Between Twilights: On the Political Prehistory of Counterinsurgency Forts in Peru’s Upper Huallaga Valley

Event time: 
Thursday, March 28, 2019 - 12:00pm to 1:30pm
Location: 
Horchow Hall (HRCH ), 103 (GM Room) See map
55 Hillhouse Avenue
New Haven, CT 06511
Event description: 

Dr. Richard Kernaghan is an Associate Professor of Anthropology at the University of Florida. He is an ethnographer of political-legal communities and events. Dr. Kernaghan’s research examines aftermaths of war and the everyday experience of law in state frontiers where (counter)insurgency and illicit economies overlap. His first book Coca’s Gone (Stanford, 2009) is an ethnography of a post-cocaine boom in a region of Central Peru known as the Upper Huallaga Valley; it reflects on how local narratives of a violent past bear the traces of law-making processes at the margins of the state. It also explores the potential of ethnographic writing to convey the visceral ambience of threat-laden worlds.
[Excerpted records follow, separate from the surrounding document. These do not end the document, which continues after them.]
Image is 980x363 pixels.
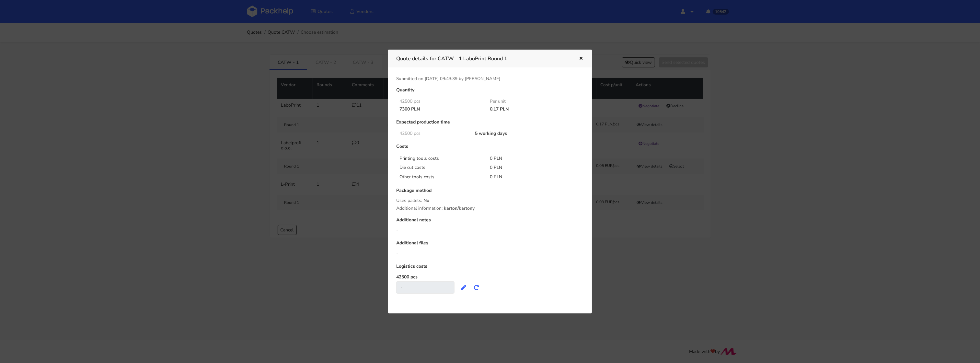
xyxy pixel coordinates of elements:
[486,99,576,104] div: Per unit
[396,75,457,82] span: Submitted on [DATE] 09:43:39
[396,144,584,154] div: Costs
[423,198,429,208] span: No
[395,107,486,112] div: 7300 PLN
[470,131,576,136] div: 5 working days
[470,282,483,294] button: Recalculate
[396,264,584,274] div: Logistics costs
[459,75,500,82] span: by [PERSON_NAME]
[396,274,418,280] label: 42500 pcs
[486,165,576,171] div: 0 PLN
[396,87,584,97] div: Quantity
[396,282,455,294] div: -
[396,251,584,257] div: -
[486,155,576,162] div: 0 PLN
[444,205,475,216] span: karton/kartony
[396,54,569,63] h3: Quote details for CATW - 1 LaboPrint Round 1
[396,205,443,212] span: Additional information:
[457,282,470,294] button: Edit
[395,174,486,180] div: Other tools costs
[395,131,470,136] div: 42500 pcs
[396,241,584,251] div: Additional files
[486,107,576,112] div: 0.17 PLN
[395,155,486,162] div: Printing tools costs
[396,228,584,234] div: -
[396,198,422,204] span: Uses pallets:
[486,174,576,180] div: 0 PLN
[396,188,584,198] div: Package method
[395,99,486,104] div: 42500 pcs
[395,165,486,171] div: Die cut costs
[396,120,584,130] div: Expected production time
[396,218,584,228] div: Additional notes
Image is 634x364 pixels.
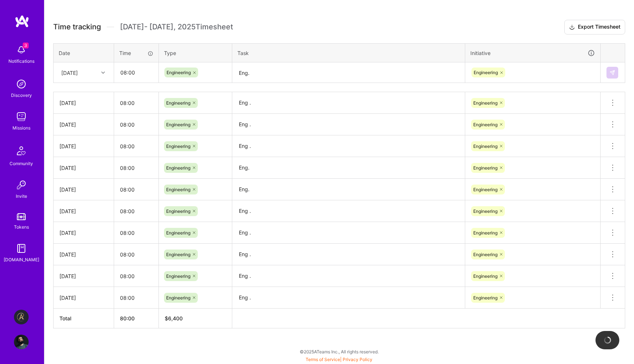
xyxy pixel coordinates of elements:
img: teamwork [14,110,29,124]
span: Engineering [473,122,498,127]
div: Discovery [11,91,32,99]
img: loading [604,336,612,343]
span: Engineering [473,165,498,170]
textarea: Eng . [233,287,464,307]
div: null [607,67,619,78]
div: [DATE] [59,164,108,171]
span: Engineering [473,230,498,236]
span: Engineering [167,208,190,213]
span: Engineering [473,143,498,149]
div: Invite [16,192,27,200]
textarea: Eng . [233,201,464,221]
a: Aldea: Transforming Behavior Change Through AI-Driven Coaching [12,310,31,324]
div: Initiative [471,49,595,57]
th: 80:00 [114,308,159,328]
th: Total [54,308,114,328]
img: Community [12,142,30,160]
input: HH:MM [114,158,158,177]
span: 3 [23,43,29,49]
div: [DATE] [59,142,108,150]
input: HH:MM [114,93,158,113]
input: HH:MM [115,63,158,82]
span: Engineering [167,165,190,170]
textarea: Eng . [233,136,464,156]
div: [DATE] [59,185,108,194]
textarea: Eng . [233,266,464,286]
span: | [306,357,373,362]
span: Engineering [474,70,498,75]
div: [DATE] [59,250,108,258]
textarea: Eng. [233,180,464,199]
img: Submit [609,70,615,76]
span: Engineering [167,143,190,149]
span: [DATE] - [DATE] , 2025 Timesheet [120,22,233,31]
img: Aldea: Transforming Behavior Change Through AI-Driven Coaching [14,310,29,324]
img: tokens [16,213,26,220]
input: HH:MM [114,201,158,221]
input: HH:MM [114,180,158,199]
span: Engineering [473,187,498,192]
th: Task [232,44,465,63]
div: [DATE] [61,68,77,77]
div: Missions [12,124,31,132]
a: User Avatar [12,334,31,349]
div: [DATE] [59,99,108,107]
img: logo [15,15,30,28]
span: Engineering [473,251,498,257]
span: Engineering [473,100,498,105]
span: Engineering [167,100,190,105]
textarea: Eng . [233,114,464,134]
span: Engineering [473,295,498,301]
div: [DATE] [59,294,108,301]
span: Engineering [167,70,190,75]
input: HH:MM [114,114,158,134]
textarea: Eng . [233,222,464,243]
a: Terms of Service [306,357,340,362]
a: Privacy Policy [343,357,373,362]
img: User Avatar [14,334,29,349]
button: Export Timesheet [565,20,625,35]
input: HH:MM [114,287,158,307]
span: $ 6,400 [165,315,183,321]
img: guide book [14,240,29,255]
span: Engineering [473,208,498,213]
input: HH:MM [114,223,158,242]
div: Notifications [8,57,35,65]
div: [DATE] [59,120,108,128]
i: icon Download [569,23,575,31]
input: HH:MM [114,137,158,156]
span: Engineering [167,273,190,278]
div: Tokens [14,223,29,231]
img: Invite [14,177,29,192]
span: Engineering [167,122,190,127]
div: [DATE] [59,272,108,280]
span: Engineering [167,230,190,236]
div: [DATE] [59,229,108,236]
div: © 2025 ATeams Inc., All rights reserved. [44,342,634,361]
img: bell [14,43,29,57]
input: HH:MM [114,266,158,286]
textarea: Eng. [233,157,464,178]
span: Engineering [473,273,498,278]
span: Engineering [167,295,190,301]
div: Community [10,160,33,167]
span: Engineering [167,187,190,192]
div: [DOMAIN_NAME] [3,255,40,264]
div: [DATE] [59,207,108,215]
div: Time [120,49,153,57]
th: Date [54,44,114,63]
textarea: Eng. [233,63,464,82]
span: Engineering [167,251,190,257]
textarea: Eng . [233,93,464,113]
img: discovery [14,77,29,91]
span: Time tracking [54,22,101,31]
input: HH:MM [114,245,158,264]
textarea: Eng . [233,244,464,264]
i: icon Chevron [101,71,105,74]
th: Type [159,44,232,63]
Currently, he is working on a second, companion monograph—titled Semblance in Terrain: legal topographies and aftermaths of war—which draws on oral histories, photographs, video, storytelling as well as fieldwork encounters to document shifting patterns of rural mobility following the defeat of the Maoist Shining Path. Rural landscapes of the Upper Huallaga have been materially refigured but also affectively transformed in the wake of war. This project asks how the transition to that postwar era can be grasped aesthetically through the subtle but deliberate ways people mark off territory as they craft everyday itineraries between town and country.